Tuesday, July 31, 2007

All Revolutionary and Surging Elements

Artists seem always to be battling with the past, furiously. At the Kunstsammlung in Chemnitz, a group of German expressionists who called themselves Die Brucke, "The Bridge", are battling with the future. "The Bridge" was not intented to be a change in artistic style (although it was to some extent a break from the expressionist work of, say, Munch) but a bridge from the present to a better future. If we can guess from their paintings what the better future would be like, it was therefore controlled, unsophisticated, and somewhat crude. Ernst Ludwig Kirchner, the founder of the The Bridge, paints people as childlike and ugly. The other three expressionists paint in a similar style. In general I think they used too many colors. But what if this is exactly what the artists wanted. Indeed, they would have most likely said these ugly things about their own present age.

"People today are childlike."
"They are ugly."
"There are too many colors in modern life!"

With this in mind it makes sense that their paintings were intended to depict, not the future, but their present age. Now this thesis is beginning to sound more interesting! If what your goal is, as an artists guild, is to make the viewer revolt at your art, then you can succeed in that quite easily. But to have your viewer understand that this is exactly what you want him to do, exactly what you expect of him, then perhaps the reactions will be a bit different. After all, contrary to Plato, the artist is only reflecting modern society the way things appear to him. So when you gaze at his art, you ought not say what an awful bunch artists Kirchner, Erich Heckel, Karl Schmidt-Rottluff, and Fritz Bleyl are. You ought instead to say what an awful age you live in. And not much has changed since Die Brucke painted people in wildly expressionist senses. People today are childlike. They are ugly. If things really are the way our contemporaries paint things, then it appears all our metanarrative art projects have failed. Today art is a series of reflections on failed past art experiments.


** DIRECTIONS **
Gather up every line from the entries below that uses the word "chart".

╔══

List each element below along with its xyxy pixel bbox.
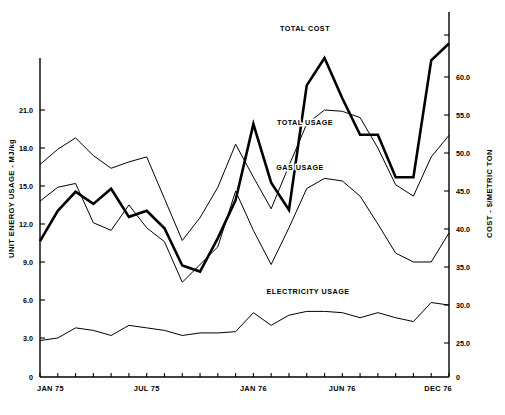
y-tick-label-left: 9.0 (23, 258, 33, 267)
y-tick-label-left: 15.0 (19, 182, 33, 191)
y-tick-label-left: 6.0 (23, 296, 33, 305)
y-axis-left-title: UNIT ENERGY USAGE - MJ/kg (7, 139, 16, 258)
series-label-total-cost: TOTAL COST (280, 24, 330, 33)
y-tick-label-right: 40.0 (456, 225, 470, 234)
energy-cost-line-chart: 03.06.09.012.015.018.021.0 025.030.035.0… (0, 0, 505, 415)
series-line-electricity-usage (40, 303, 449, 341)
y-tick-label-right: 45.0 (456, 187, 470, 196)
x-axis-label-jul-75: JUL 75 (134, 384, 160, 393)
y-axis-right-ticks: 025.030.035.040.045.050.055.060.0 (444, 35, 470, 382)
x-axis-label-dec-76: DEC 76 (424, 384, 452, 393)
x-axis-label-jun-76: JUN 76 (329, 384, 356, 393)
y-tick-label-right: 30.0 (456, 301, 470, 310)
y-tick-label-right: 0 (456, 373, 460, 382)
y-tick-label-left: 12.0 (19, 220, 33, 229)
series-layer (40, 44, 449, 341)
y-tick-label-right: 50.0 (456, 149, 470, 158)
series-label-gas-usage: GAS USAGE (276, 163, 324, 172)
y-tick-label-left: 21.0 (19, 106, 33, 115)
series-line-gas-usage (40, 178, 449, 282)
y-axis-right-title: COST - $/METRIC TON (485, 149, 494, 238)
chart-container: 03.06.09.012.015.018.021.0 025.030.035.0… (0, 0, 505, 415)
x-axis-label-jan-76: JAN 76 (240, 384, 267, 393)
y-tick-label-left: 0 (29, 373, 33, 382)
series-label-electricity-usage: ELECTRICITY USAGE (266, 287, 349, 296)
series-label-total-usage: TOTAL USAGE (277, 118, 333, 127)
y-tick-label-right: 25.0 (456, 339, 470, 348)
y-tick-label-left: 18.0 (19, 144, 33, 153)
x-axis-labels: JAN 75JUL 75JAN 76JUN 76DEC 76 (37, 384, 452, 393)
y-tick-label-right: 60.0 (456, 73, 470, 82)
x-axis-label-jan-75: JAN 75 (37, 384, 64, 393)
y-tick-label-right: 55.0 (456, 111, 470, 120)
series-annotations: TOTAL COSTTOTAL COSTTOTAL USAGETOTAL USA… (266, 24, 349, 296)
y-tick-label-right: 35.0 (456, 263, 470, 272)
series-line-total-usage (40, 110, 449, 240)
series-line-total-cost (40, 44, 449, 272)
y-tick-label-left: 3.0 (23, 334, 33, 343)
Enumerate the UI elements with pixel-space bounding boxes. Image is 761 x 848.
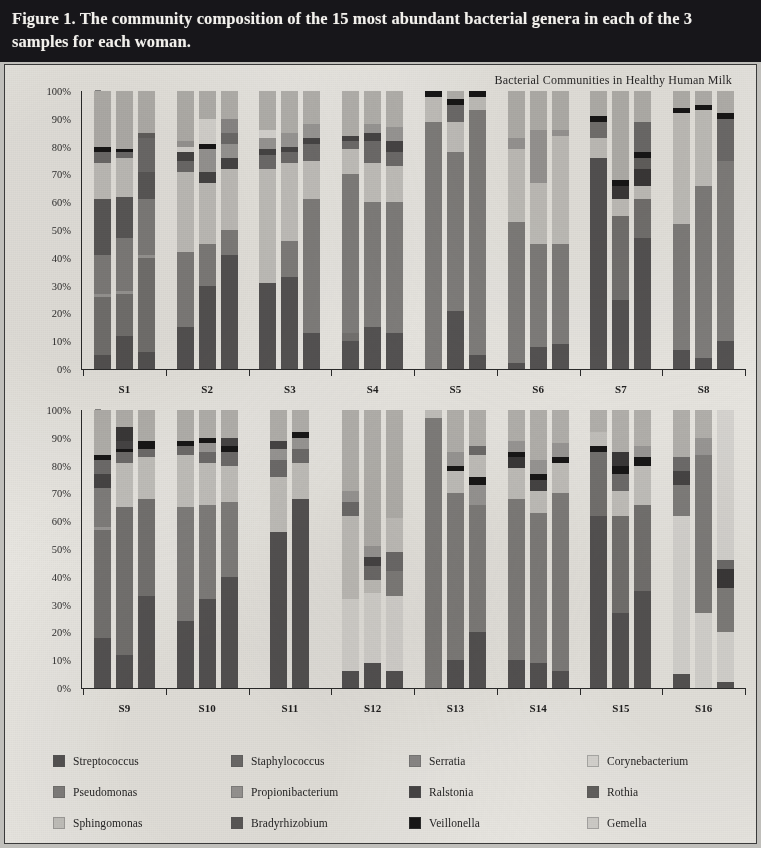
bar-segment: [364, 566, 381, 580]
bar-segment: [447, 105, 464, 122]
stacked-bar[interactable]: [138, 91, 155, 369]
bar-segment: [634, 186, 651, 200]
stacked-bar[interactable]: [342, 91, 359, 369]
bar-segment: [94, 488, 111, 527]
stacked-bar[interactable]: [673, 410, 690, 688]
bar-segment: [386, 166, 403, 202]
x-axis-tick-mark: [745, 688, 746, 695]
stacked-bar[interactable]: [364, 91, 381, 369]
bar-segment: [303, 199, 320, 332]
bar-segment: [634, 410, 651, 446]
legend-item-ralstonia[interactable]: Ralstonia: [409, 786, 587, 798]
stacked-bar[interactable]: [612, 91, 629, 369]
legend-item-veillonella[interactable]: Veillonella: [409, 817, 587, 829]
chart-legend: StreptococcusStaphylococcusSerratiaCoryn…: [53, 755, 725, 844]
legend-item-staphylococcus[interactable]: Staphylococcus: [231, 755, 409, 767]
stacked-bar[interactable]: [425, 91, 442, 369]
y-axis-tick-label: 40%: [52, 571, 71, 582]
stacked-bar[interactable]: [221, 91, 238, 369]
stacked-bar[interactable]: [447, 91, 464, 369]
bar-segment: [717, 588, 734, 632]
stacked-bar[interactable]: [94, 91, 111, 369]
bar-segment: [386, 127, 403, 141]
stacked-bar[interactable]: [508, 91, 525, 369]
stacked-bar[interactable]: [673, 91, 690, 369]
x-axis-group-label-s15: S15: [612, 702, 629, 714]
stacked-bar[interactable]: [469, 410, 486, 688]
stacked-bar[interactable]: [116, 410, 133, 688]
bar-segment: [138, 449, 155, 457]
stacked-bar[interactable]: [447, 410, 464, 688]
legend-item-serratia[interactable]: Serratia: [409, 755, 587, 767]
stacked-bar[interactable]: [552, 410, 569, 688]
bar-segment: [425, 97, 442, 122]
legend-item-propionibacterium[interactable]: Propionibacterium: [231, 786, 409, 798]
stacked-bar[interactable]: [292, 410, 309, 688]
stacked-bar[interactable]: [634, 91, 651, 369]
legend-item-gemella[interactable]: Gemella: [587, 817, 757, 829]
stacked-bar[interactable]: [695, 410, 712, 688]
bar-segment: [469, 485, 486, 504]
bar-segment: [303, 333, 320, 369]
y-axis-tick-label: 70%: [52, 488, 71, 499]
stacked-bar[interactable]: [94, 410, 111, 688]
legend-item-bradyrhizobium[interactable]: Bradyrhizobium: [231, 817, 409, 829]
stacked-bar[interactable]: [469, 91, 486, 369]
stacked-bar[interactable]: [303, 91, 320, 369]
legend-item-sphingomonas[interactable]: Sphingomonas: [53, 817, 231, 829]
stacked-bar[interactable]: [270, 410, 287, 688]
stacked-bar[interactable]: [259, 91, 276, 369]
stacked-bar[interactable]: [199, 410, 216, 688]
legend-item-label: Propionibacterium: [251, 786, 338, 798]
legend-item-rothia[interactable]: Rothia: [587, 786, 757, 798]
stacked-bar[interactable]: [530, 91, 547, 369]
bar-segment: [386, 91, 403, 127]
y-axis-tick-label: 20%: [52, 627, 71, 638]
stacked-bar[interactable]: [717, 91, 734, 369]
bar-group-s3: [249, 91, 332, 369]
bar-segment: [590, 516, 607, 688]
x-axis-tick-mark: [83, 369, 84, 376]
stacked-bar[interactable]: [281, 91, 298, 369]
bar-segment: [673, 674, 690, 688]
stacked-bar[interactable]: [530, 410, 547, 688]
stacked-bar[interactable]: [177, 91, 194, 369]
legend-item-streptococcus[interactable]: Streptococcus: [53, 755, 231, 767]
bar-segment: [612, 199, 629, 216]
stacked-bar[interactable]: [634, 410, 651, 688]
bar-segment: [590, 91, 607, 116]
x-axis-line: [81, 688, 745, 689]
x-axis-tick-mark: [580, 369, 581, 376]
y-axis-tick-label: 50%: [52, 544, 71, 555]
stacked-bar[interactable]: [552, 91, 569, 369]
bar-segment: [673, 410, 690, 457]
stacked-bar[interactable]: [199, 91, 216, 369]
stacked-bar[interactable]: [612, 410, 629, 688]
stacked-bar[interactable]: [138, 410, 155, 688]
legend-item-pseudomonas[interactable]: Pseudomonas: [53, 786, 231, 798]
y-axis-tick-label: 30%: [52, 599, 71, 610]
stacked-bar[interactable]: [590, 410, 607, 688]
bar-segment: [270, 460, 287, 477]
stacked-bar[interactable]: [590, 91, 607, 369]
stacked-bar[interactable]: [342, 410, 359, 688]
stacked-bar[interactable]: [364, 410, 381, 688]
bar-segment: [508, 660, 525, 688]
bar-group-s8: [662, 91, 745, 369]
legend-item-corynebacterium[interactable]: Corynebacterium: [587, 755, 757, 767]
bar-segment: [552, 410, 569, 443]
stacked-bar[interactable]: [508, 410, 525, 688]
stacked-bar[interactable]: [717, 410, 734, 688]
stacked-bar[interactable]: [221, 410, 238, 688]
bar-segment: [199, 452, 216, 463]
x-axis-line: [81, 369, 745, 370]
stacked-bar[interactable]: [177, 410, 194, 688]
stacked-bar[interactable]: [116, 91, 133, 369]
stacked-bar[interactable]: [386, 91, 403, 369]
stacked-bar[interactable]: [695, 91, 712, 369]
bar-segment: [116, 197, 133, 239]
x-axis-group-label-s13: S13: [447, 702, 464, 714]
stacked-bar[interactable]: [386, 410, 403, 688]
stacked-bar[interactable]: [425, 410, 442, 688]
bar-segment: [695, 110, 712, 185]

╚══

** ANSWER AREA **
energy-cost-line-chart: 03.06.09.012.015.018.021.0 025.030.035.0… (0, 0, 505, 415)
chart-container: 03.06.09.012.015.018.021.0 025.030.035.0… (0, 0, 505, 415)
chart-legend: StreptococcusStaphylococcusSerratiaCoryn…: [53, 755, 725, 844]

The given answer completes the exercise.